ON THE LINE OF CONTROL: The army captain whose government is building the controversial barrier says that, when completed, it will protect his people from attacks by extremists.
Once the high-tech fence is finished, militants will no longer be able to cross into his side of the disputed territory and kill his soldiers and civilians, he says.
On the other side of the barrier, anguished Muslim villagers protest that it is taking their land and cutting them off from their loved ones.
The day before the world court ruled on Israel's separation barrier in the West Bank, the arguments, so regularly rehearsed, certainly sound familiar. But this fence, running for almost 1,000 kilometres, is in Kashmir.
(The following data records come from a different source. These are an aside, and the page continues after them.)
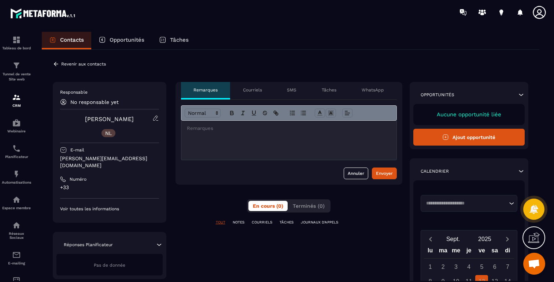 This screenshot has height=282, width=554. What do you see at coordinates (88, 245) in the screenshot?
I see `p: Réponses Planificateur` at bounding box center [88, 245].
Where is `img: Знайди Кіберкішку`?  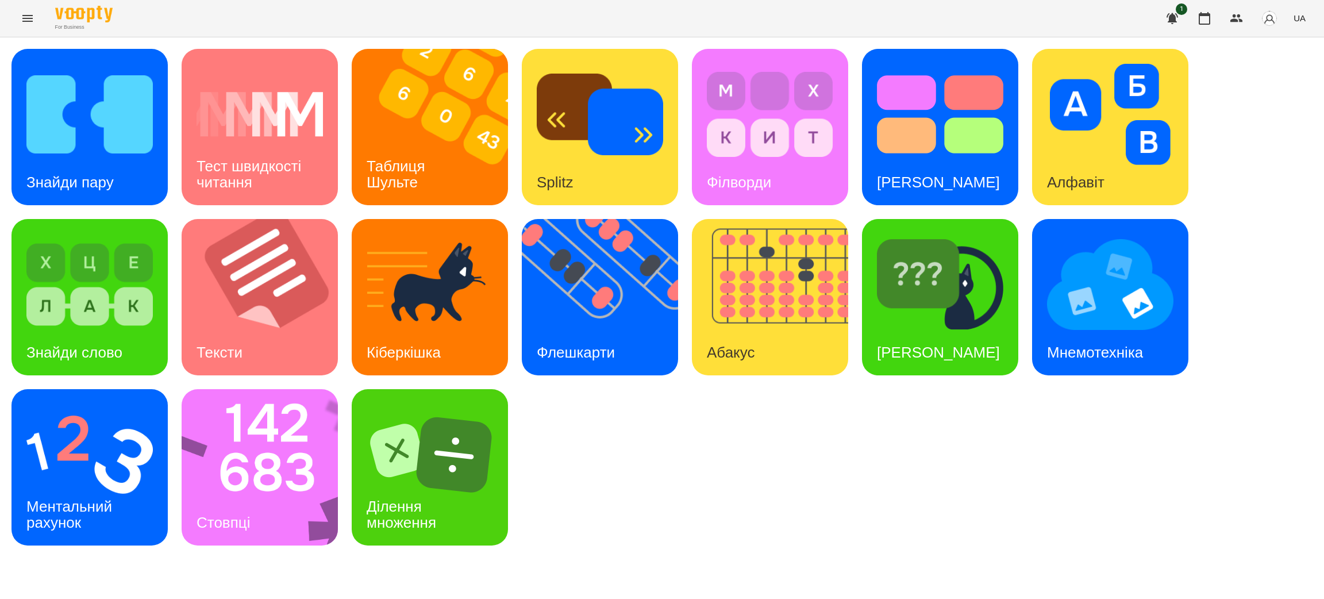 img: Знайди Кіберкішку is located at coordinates (940, 284).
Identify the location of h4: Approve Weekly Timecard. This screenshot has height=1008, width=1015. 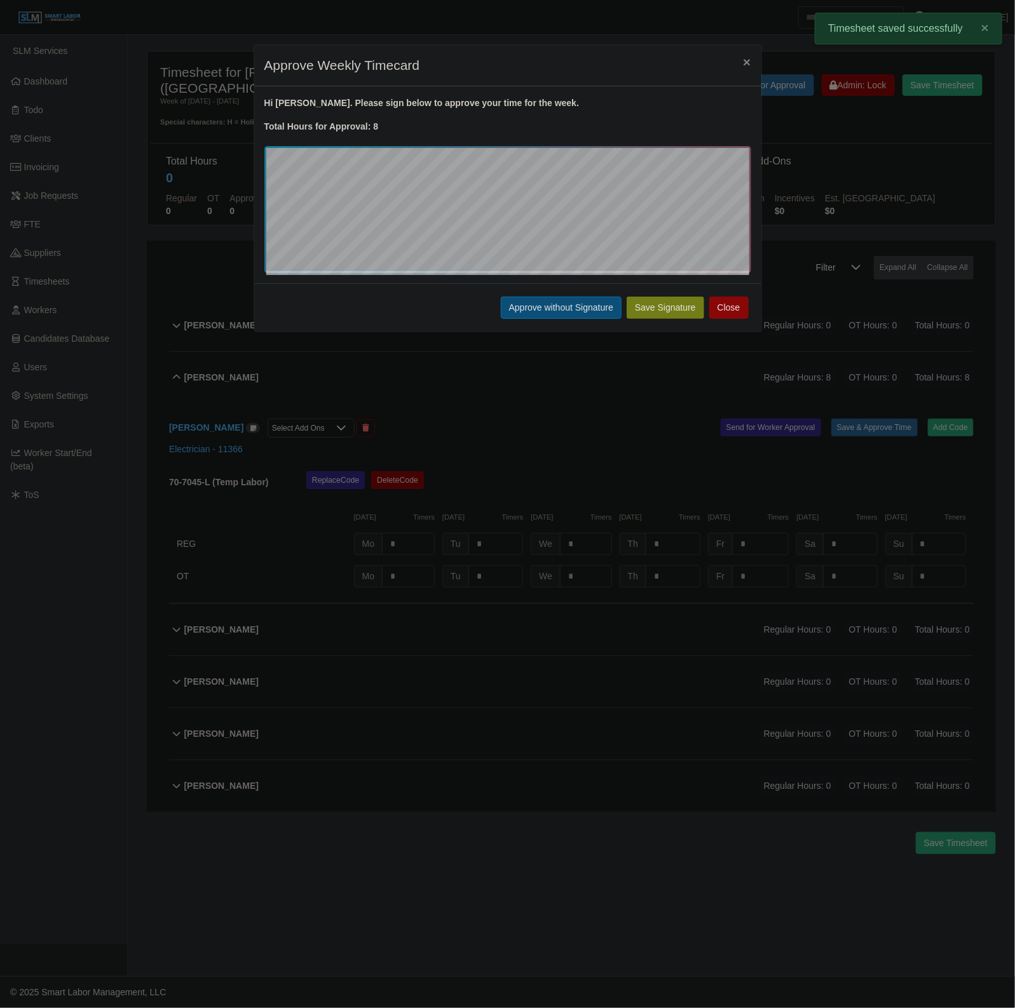
(342, 65).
And the two sides at loggerheads are India and Pakistan, not Israel and the Palestinians.
"Once infiltration stops, we will be able to finish off militancy in (occupied) Kashmir in no time," Indian Army Captain Sachin, who uses only one name, said at Sonapindi, a post 3,350 metres high in the Himalayas overlooking Azad Kashmir.
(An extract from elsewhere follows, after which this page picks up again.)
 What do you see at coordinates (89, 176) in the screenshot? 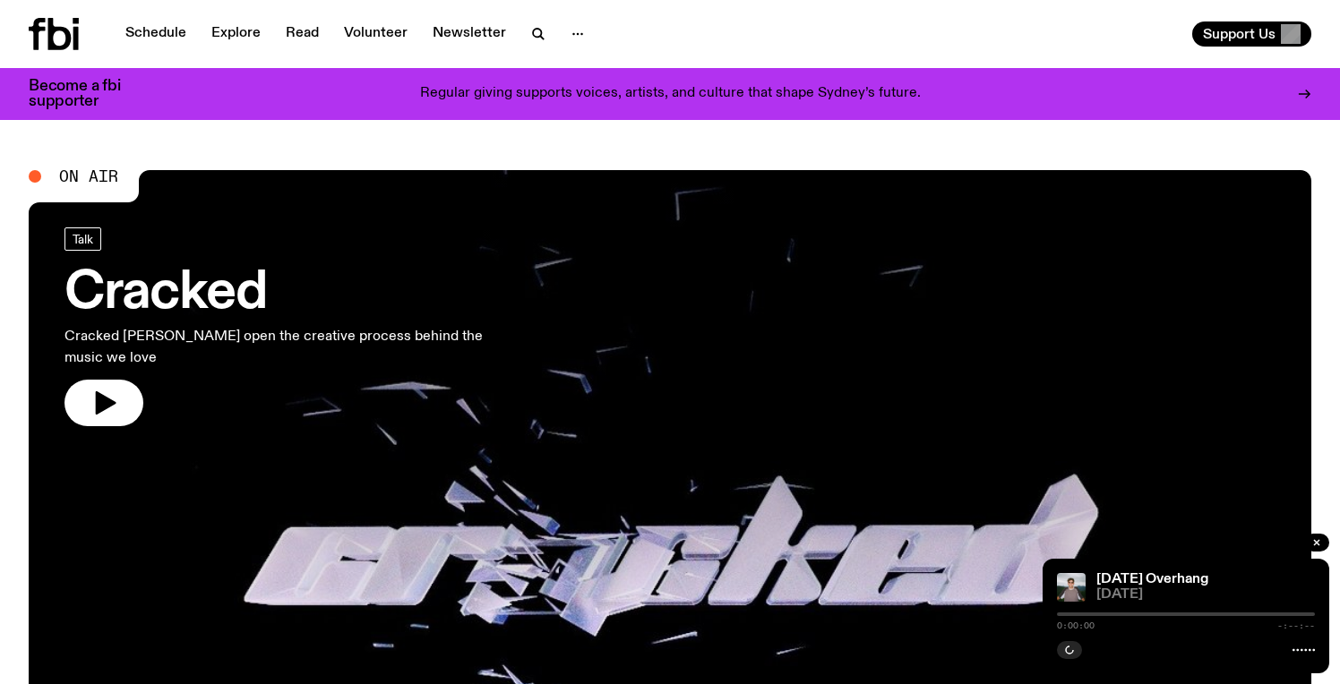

The fence - which features Israeli-designed ground sensors that signal movement - includes two rows of barbed wire that are partly electrified. And landmines line the ground to maim anyone who makes it across.
India began trying to erect the fence after the 1999 Kargil conflict, but work ground to a halt due to firing from the other side. And it appeared the fence would remain unbuilt. However, in November, Pakistan and India agreed a ceasefire in Kashmir - ending nearly daily shelling between the two countries - since when India has hurried to finish the fence.
Pakistan continues to formally protest the fence building, saying it violates 1949 and 1972 agreements, but has toned down its rhetoric and done nothing to stop the construction.
Referring to the Line of Control (LoC), foreign ministry spokesman Masood Khan said: "This fence is not altering the status of the LoC, the LoC remains there, but there is no justification for building or constructing a fence that is creating so much misunderstanding between the two countries."
He denied that the lack of concerted action by Pakistan to stop the fence being built was tacit approval for its construction.
"Pakistan has not given any approval - tacit or explicit - to the Indian government for continuing with ... the fence." But the issue had to be seen in a wider context, he said. Rather than take India to the world court, as the Palestinians did with Israel, Pakistan is seeking dialogue.
"We have started ... dialogue after a prolonged phase of tension and confrontation. Leaders of the two countries are willing to back this process with statesmanship and political will and ... we hope to address all issues - human rights, fencing, everything."
But Tahir Mohiuddin, an analyst in Srinagar, said that while Pakistan still objects to the fence, its policy is seen as effective approval for the construction, attributing this Pakistani stance to US pressure.
And Pakistani political analyst Mohammad Afzal Niazi called the change of tactics by Pakistan "a major shift in policy". For Kashmir, "allowing the barrier to be built does weaken the Pakistani case," he said, though it need not be "fatal".
In the Neelum valley, villagers watch with growing despondency as the fence lengthens daily.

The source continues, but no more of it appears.